Assembler: hypercall stub (vmcall.asm)
; RAX = 0xFACE identifies the call to IntroVirt.
; RCX = service code; RDX, R8, R9 = arguments (per service).
HypercallReverseCString PROC
mov rax, 0FACEh
mov rdx, rcx ; c_str pointer in RDX
mov rcx, 0F000h ; CSTRING_REVERSE
vmcall
ret
HypercallReverseCString ENDP
HypercallWriteProtectMemory PROC
mov rax, 0FACEh
mov r8, rdx ; length in R8
mov rdx, rcx ; buffer in RDX
mov rcx, 0F001h ; WRITE_PROTECT
vmcall
ret
HypercallWriteProtectMemory ENDP
HypercallProtectProcess PROC
mov rax, 0FACEh
mov rcx, 0F002h ; PROTECT_PROCESS
vmcall
ret
HypercallProtectProcess ENDP
Assemble with LLVM (e.g. llvm-ml -m64 -c vmcall.asm -o vmcall.obj).
Guest C code (main.c)
The C side declares the assembler functions and uses them for each demo:
char test_str[] = "Hello, IntroVirt!";
if (status == 0)
printf("Reversed string: %s\n", test_str);
return status;
}
buffer[i] = 'B';
}
while (running) { Sleep(100); }
return 0;
}
int mem_protect()
Definition main.c:79
uint64_t HypercallReverseCString(char *c_str)

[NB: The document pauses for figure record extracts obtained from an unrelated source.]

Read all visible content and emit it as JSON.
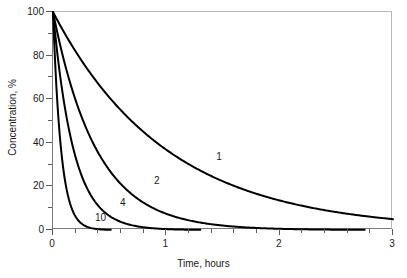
{
  "chart_data": {
    "type": "line",
    "title": "",
    "xlabel": "Time, hours",
    "ylabel": "Concentration, %",
    "xlim": [
      0,
      3
    ],
    "ylim": [
      0,
      100
    ],
    "xticks": [
      0,
      1,
      2,
      3
    ],
    "xtick_labels": [
      "0",
      "1",
      "2",
      "3"
    ],
    "xminor_step": 0.2,
    "yticks": [
      0,
      20,
      40,
      60,
      80,
      100
    ],
    "ytick_labels": [
      "0",
      "20",
      "40",
      "60",
      "80",
      "100"
    ],
    "yminor_step": 10,
    "grid": false,
    "legend": "inline-curve-labels",
    "line_color": "#000000",
    "line_width": 2,
    "series": [
      {
        "name": "1",
        "label": "1",
        "decay_rate_per_hour": 1.0,
        "x": [
          0,
          0.1,
          0.2,
          0.3,
          0.4,
          0.5,
          0.6,
          0.8,
          1.0,
          1.2,
          1.4,
          1.6,
          1.8,
          2.0,
          2.2,
          2.4,
          2.6,
          2.8,
          3.0
        ],
        "values": [
          100,
          90,
          81,
          73,
          66,
          60,
          54,
          44,
          36,
          29,
          24,
          20,
          16,
          13,
          11,
          9,
          8,
          6,
          5
        ]
      },
      {
        "name": "2",
        "label": "2",
        "decay_rate_per_hour": 2.6,
        "x": [
          0,
          0.1,
          0.2,
          0.3,
          0.4,
          0.5,
          0.6,
          0.8,
          1.0,
          1.2,
          1.4,
          1.6,
          1.8,
          2.0,
          2.2,
          2.4,
          2.6,
          2.8,
          3.0
        ],
        "values": [
          100,
          77,
          59,
          46,
          35,
          27,
          21,
          12,
          7,
          4,
          3,
          2,
          1,
          1,
          0,
          0,
          0,
          0,
          0
        ]
      },
      {
        "name": "4",
        "label": "4",
        "decay_rate_per_hour": 5.5,
        "x": [
          0,
          0.05,
          0.1,
          0.15,
          0.2,
          0.3,
          0.4,
          0.5,
          0.6,
          0.7,
          0.8,
          0.9,
          1.0,
          1.1,
          1.2
        ],
        "values": [
          100,
          76,
          58,
          44,
          33,
          19,
          11,
          6,
          4,
          2,
          1,
          1,
          0,
          0,
          0
        ]
      },
      {
        "name": "10",
        "label": "10",
        "decay_rate_per_hour": 14.0,
        "x": [
          0,
          0.025,
          0.05,
          0.075,
          0.1,
          0.15,
          0.2,
          0.25,
          0.3,
          0.35,
          0.4,
          0.45,
          0.5,
          0.55,
          0.6
        ],
        "values": [
          100,
          70,
          50,
          35,
          25,
          12,
          6,
          3,
          1.5,
          0.7,
          0.4,
          0.2,
          0.1,
          0,
          0
        ]
      }
    ],
    "annotations": [
      {
        "text": "1",
        "x": 1.45,
        "y": 33
      },
      {
        "text": "2",
        "x": 0.9,
        "y": 22
      },
      {
        "text": "4",
        "x": 0.6,
        "y": 12
      },
      {
        "text": "10",
        "x": 0.38,
        "y": 5
      }
    ]
  },
  "axes": {
    "x_title": "Time, hours",
    "y_title": "Concentration, %"
  }
}
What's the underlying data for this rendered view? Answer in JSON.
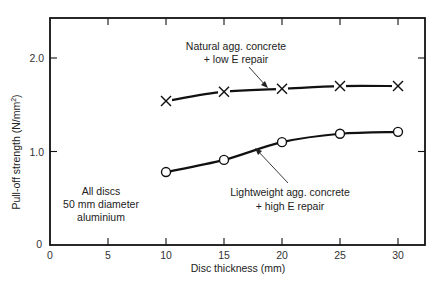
{
  "chart_data": {
    "type": "line",
    "title": "",
    "xlabel": "Disc thickness (mm)",
    "ylabel": "Pull-off strength (N/mm²)",
    "ylabel_main": "Pull-off strength (N/mm",
    "ylabel_sup": "2",
    "ylabel_close": ")",
    "xlim": [
      0,
      32.5
    ],
    "ylim": [
      0,
      2.45
    ],
    "xticks": [
      0,
      5,
      10,
      15,
      20,
      25,
      30
    ],
    "xtick_labels": [
      "0",
      "5",
      "10",
      "15",
      "20",
      "25",
      "30"
    ],
    "yticks": [
      0,
      1.0,
      2.0
    ],
    "ytick_labels": [
      "0",
      "1.0",
      "2.0"
    ],
    "grid": false,
    "legend": "none (inline annotations)",
    "x": [
      10,
      15,
      20,
      25,
      30
    ],
    "series": [
      {
        "name": "Natural agg. concrete + low E repair",
        "marker": "x",
        "values": [
          1.54,
          1.64,
          1.67,
          1.7,
          1.7
        ]
      },
      {
        "name": "Lightweight agg. concrete + high E repair",
        "marker": "o",
        "values": [
          0.78,
          0.91,
          1.1,
          1.19,
          1.21
        ]
      }
    ],
    "annotations": [
      {
        "lines": [
          "Natural agg. concrete",
          "+ low E repair"
        ],
        "points_to": "upper curve"
      },
      {
        "lines": [
          "Lightweight agg. concrete",
          "+ high E repair"
        ],
        "points_to": "lower curve"
      },
      {
        "lines": [
          "All discs",
          "50 mm diameter",
          "aluminium"
        ]
      }
    ]
  }
}
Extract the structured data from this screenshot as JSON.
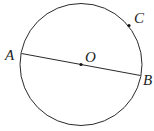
{
  "diagram": {
    "type": "geometry-circle",
    "colors": {
      "stroke": "#2a2a2a",
      "point": "#111111",
      "background": "#ffffff"
    },
    "circle": {
      "center_label": "O",
      "cx": 81,
      "cy": 64.5,
      "r": 61.5
    },
    "diameter": {
      "from": "A",
      "to": "B"
    },
    "points": [
      {
        "label": "A",
        "x": 21.5,
        "y": 53.5,
        "label_x": 6,
        "label_y": 60,
        "dot": false
      },
      {
        "label": "B",
        "x": 140.5,
        "y": 75.5,
        "label_x": 143,
        "label_y": 85,
        "dot": false
      },
      {
        "label": "O",
        "x": 81,
        "y": 64.5,
        "label_x": 85,
        "label_y": 62,
        "dot": true
      },
      {
        "label": "C",
        "x": 129,
        "y": 25.5,
        "label_x": 134,
        "label_y": 22,
        "dot": true
      }
    ]
  }
}
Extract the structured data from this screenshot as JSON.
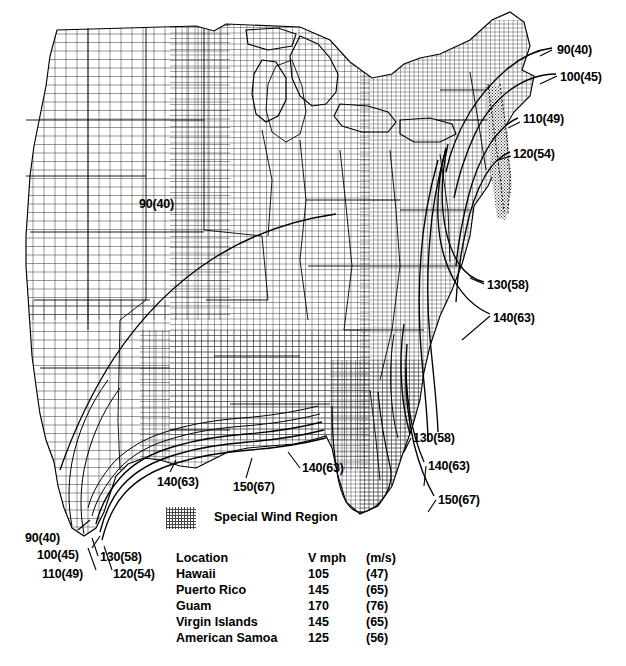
{
  "map": {
    "title": "Basic Wind Speed Map",
    "region": "Eastern and Central United States",
    "background_color": "#ffffff",
    "line_color": "#000000"
  },
  "contour_labels": [
    {
      "id": "interior-90",
      "text": "90(40)",
      "x": 139,
      "y": 198
    },
    {
      "id": "ne-90",
      "text": "90(40)",
      "x": 557,
      "y": 44
    },
    {
      "id": "ne-100",
      "text": "100(45)",
      "x": 560,
      "y": 71
    },
    {
      "id": "ne-110",
      "text": "110(49)",
      "x": 523,
      "y": 113
    },
    {
      "id": "ne-120",
      "text": "120(54)",
      "x": 513,
      "y": 148
    },
    {
      "id": "atl-130",
      "text": "130(58)",
      "x": 487,
      "y": 279
    },
    {
      "id": "atl-140",
      "text": "140(63)",
      "x": 493,
      "y": 312
    },
    {
      "id": "fl-130",
      "text": "130(58)",
      "x": 413,
      "y": 432
    },
    {
      "id": "fl-140",
      "text": "140(63)",
      "x": 428,
      "y": 460
    },
    {
      "id": "fl-150",
      "text": "150(67)",
      "x": 438,
      "y": 494
    },
    {
      "id": "gulf-140-mid",
      "text": "140(63)",
      "x": 302,
      "y": 462
    },
    {
      "id": "gulf-150",
      "text": "150(67)",
      "x": 233,
      "y": 481
    },
    {
      "id": "gulf-140-west",
      "text": "140(63)",
      "x": 157,
      "y": 476
    },
    {
      "id": "tx-90",
      "text": "90(40)",
      "x": 25,
      "y": 532
    },
    {
      "id": "tx-100",
      "text": "100(45)",
      "x": 37,
      "y": 549
    },
    {
      "id": "tx-130",
      "text": "130(58)",
      "x": 100,
      "y": 551
    },
    {
      "id": "tx-110",
      "text": "110(49)",
      "x": 42,
      "y": 568
    },
    {
      "id": "tx-120",
      "text": "120(54)",
      "x": 113,
      "y": 568
    }
  ],
  "legend": {
    "swatch_label": "Special Wind Region",
    "swatch_pattern": "stipple-halftone",
    "table": {
      "headers": [
        "Location",
        "V mph",
        "(m/s)"
      ],
      "rows": [
        {
          "location": "Hawaii",
          "mph": "105",
          "ms": "(47)"
        },
        {
          "location": "Puerto Rico",
          "mph": "145",
          "ms": "(65)"
        },
        {
          "location": "Guam",
          "mph": "170",
          "ms": "(76)"
        },
        {
          "location": "Virgin Islands",
          "mph": "145",
          "ms": "(65)"
        },
        {
          "location": "American Samoa",
          "mph": "125",
          "ms": "(56)"
        }
      ]
    }
  }
}
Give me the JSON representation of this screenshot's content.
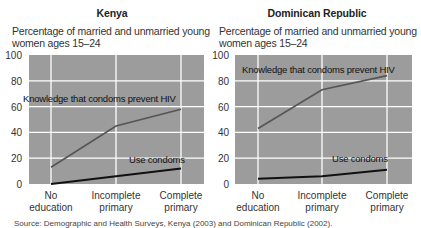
{
  "chart_data": [
    {
      "type": "line",
      "title": "Kenya",
      "subtitle": "Percentage of married and unmarried young women ages 15–24",
      "subtitle_lines": [
        "Percentage of married and unmarried young",
        "women ages 15–24"
      ],
      "categories": [
        "No education",
        "Incomplete primary",
        "Complete primary"
      ],
      "category_lines": [
        [
          "No",
          "education"
        ],
        [
          "Incomplete",
          "primary"
        ],
        [
          "Complete",
          "primary"
        ]
      ],
      "series": [
        {
          "name": "Knowledge that condoms prevent HIV",
          "values": [
            13,
            45,
            58
          ],
          "color": "#555555"
        },
        {
          "name": "Use condoms",
          "values": [
            0,
            6,
            12
          ],
          "color": "#111111"
        }
      ],
      "yticks": [
        0,
        20,
        40,
        60,
        80,
        100
      ],
      "ylim": [
        0,
        100
      ],
      "xlabel": "",
      "ylabel": "",
      "grid": true,
      "legend": "inline labels"
    },
    {
      "type": "line",
      "title": "Dominican Republic",
      "subtitle": "Percentage of married and unmarried young women ages 15–24",
      "subtitle_lines": [
        "Percentage of married and unmarried young",
        "women ages 15–24"
      ],
      "categories": [
        "No education",
        "Incomplete primary",
        "Complete primary"
      ],
      "category_lines": [
        [
          "No",
          "education"
        ],
        [
          "Incomplete",
          "primary"
        ],
        [
          "Complete",
          "primary"
        ]
      ],
      "series": [
        {
          "name": "Knowledge that condoms prevent HIV",
          "values": [
            43,
            73,
            84
          ],
          "color": "#555555"
        },
        {
          "name": "Use condoms",
          "values": [
            4,
            6,
            11
          ],
          "color": "#111111"
        }
      ],
      "yticks": [
        0,
        20,
        40,
        60,
        80,
        100
      ],
      "ylim": [
        0,
        100
      ],
      "xlabel": "",
      "ylabel": "",
      "grid": true,
      "legend": "inline labels"
    }
  ],
  "colors": {
    "plot_background": "#9c9c9c",
    "gridline": "#ffffff",
    "knowledge_line": "#555555",
    "use_line": "#111111"
  },
  "source": "Source: Demographic and Health Surveys, Kenya (2003) and Dominican Republic (2002)."
}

uint64_t HypercallWriteProtectMemory(void *buffer, uint64_t length)
int reverse_string()
Definition main.c:61
#define BUFFER_SIZE
Definition main.c:16
int protect_process()
Definition main.c:125
uint64_t HypercallProtectProcess()
Building
Host tool (Linux, as part of IntroVirt)
Guest executable (Windows)
Build the guest code on a Windows VM with Clang/LLVM on the path (e.g. from LLVM releases).
- Copy the guest example into the VM:
- From that directory in PowerShell:
.\build.ps1
# Produces .\bin\vmcall_test.exe
Usage
- Start the VM (e.g. a Windows guest) and ensure the guest has
vmcall_test.exe (or equivalent) available. Do not run it yet.
- Start the IntroVirt tool on the host, attaching by domain name or PID:
- C++
cd build
sudo ./examples/vmcall_interface -D win10
# Or by domain PID: sudo ./examples/vmcall_interface -D 12345
- Python
cd build
sudo PYTHONPATH=./python python3 ../examples/vmcall_interface.py win10
# Or by domain PID: sudo PYTHONPATH=./python python3 ../examples/vmcall_interface.py 12345
Leave this running. You should see it attach and detect the Windows guest.
- Run the guest executable inside the VM with one of the three commands:
| Guest command | What it does |
vmcall_test.exe reverse-string | Reverses the string "Hello, IntroVirt!" in place via hypercall; prints original and reversed. |
vmcall_test.exe mem-protect | Asks the hypervisor to write-protect a buffer, then writes to it; the write triggers a fault and the program will crash (access violation) if protection is active. Use Ctrl+C to exit. |
vmcall_test.exe protect-process | Marks the process as protected. The hypervisor blocks termination and opening the process with dangerous rights; the process cannot be killed or debugged by other guest programs. Use Ctrl+C in the host vmcall_interface terminal to stop the tool and detach; then the guest process will exit. |
- Stop the host tool with Ctrl+C in the terminal where
vmcall_interface is running so it can detach cleanly from the domain.
Summary
- vmcall_interface shows a full hypercall-based "API" between a Windows guest and an IntroVirt tool: guest uses RAX=0xFACE, RCX=service code, RDX/R8/R9=arguments, then
vmcall; the host handles EVENT_HYPERCALL and returns status in RAX.
- It also uses system-call interception (NtTerminateProcess, NtOpenProcess) to clean up state and to enforce process protection, illustrating how to combine hypercalls with Windows system-call filtering in one tool.
For the full source, see vmcall_interface.cc (C++) or vmcall_interface.py (Python), and examples/guest/vmcall_interface/ for the guest executable.